Recently had a user that had a windows disk with 4 primary partition,
but the only was tiny 100M and had a couple of programs dated back to
2015.. Seemed some kind of update utilities. Copied files to C:
partition, and then removed that partition. Was then able to install
Fedora after resizing the C: partiton.

Awesome command!  Thank you!

Look like is "Windows recovery environment"

# sfdisk /dev/sda -l
Disk /dev/sda: 60 GiB, 64424509440 bytes, 125829120 sectors
Disk model: QEMU HARDDISK
Units: sectors of 1 * 512 = 512 bytes
Sector size (logical/physical): 512 bytes / 512 bytes
I/O size (minimum/optimal): 512 bytes / 512 bytes
Disklabel type: gpt
Disk identifier: AA20003C-A3D4-40FD-AE52-C7BE154FCBBE

Device         Start       End   Sectors  Size Type
/dev/sda1       2048    206847    204800  100M EFI System
/dev/sda2     206848    239615     32768   16M Microsoft reserved
/dev/sda3     239616 124530687 124291072 59.3G Microsoft basic data
/dev/sda4  124530688 125822975   1292288  631M Windows recovery environment


Interesting that it doesn't show partitions type id like it
does for a dos partition scheme. Also, know dos partition
sceem only support 4 primary partitions, but gpt probable
does have that limit??
With dos, you can have 3 primary and then a primary that
is an extended partition and it can then have a bunch of
logical partition.

Once had my computer lab at college get 20 new
machines all identical. But one had disk show as slightly
smaller due to bad sectores.
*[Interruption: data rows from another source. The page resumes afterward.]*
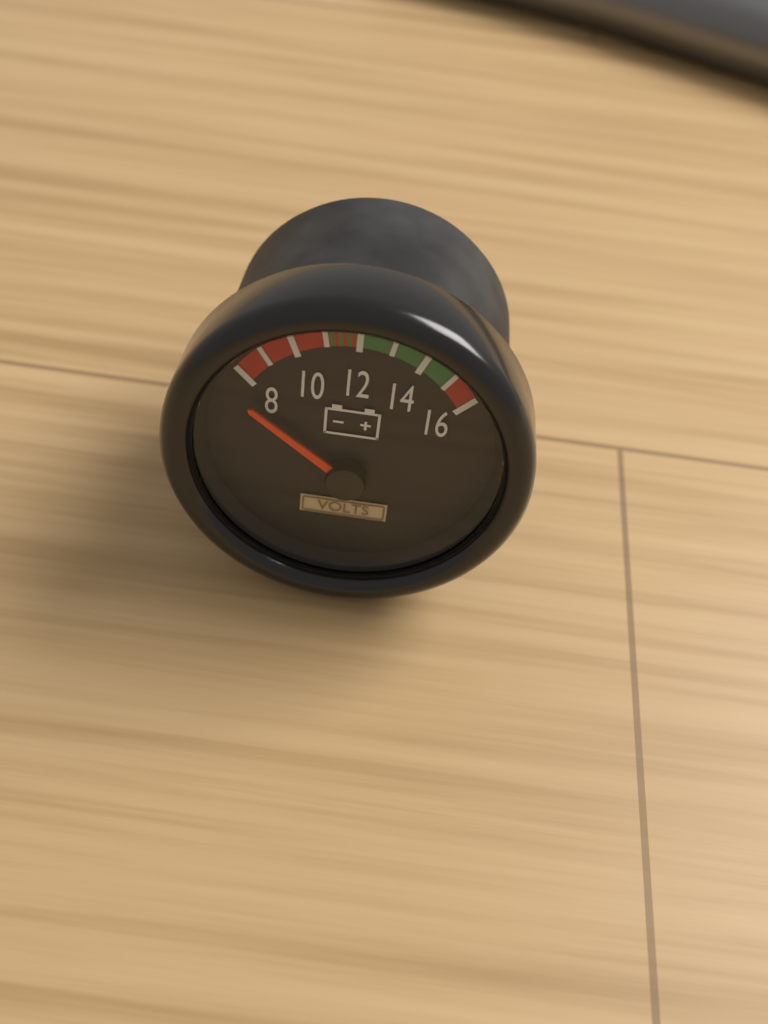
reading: 7.2 V
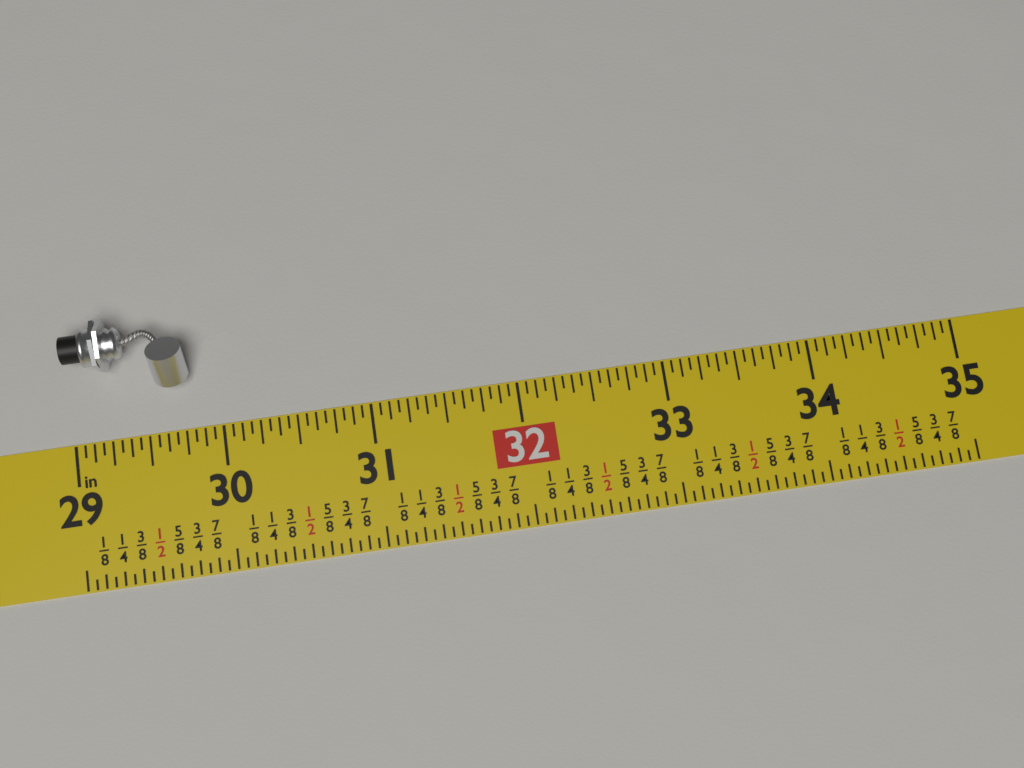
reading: 29.8125 in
Used that machine to image
to all the others since direct clone works copying a
smaller disk to a larger one.

Not doing more than basic testing with gpt, you might
want to resize the C: and then move the 4th partition to
next to it.

Good Luck.


GPT has a max of 128 primary partitions.

In the job I am up to, I will clonezilla
to a second internal drive saved as a file.
Create a raid1 volume and clone it back.
Then readjust with gparted.

I want the C: partition as small as possible
to start with to shave time and space.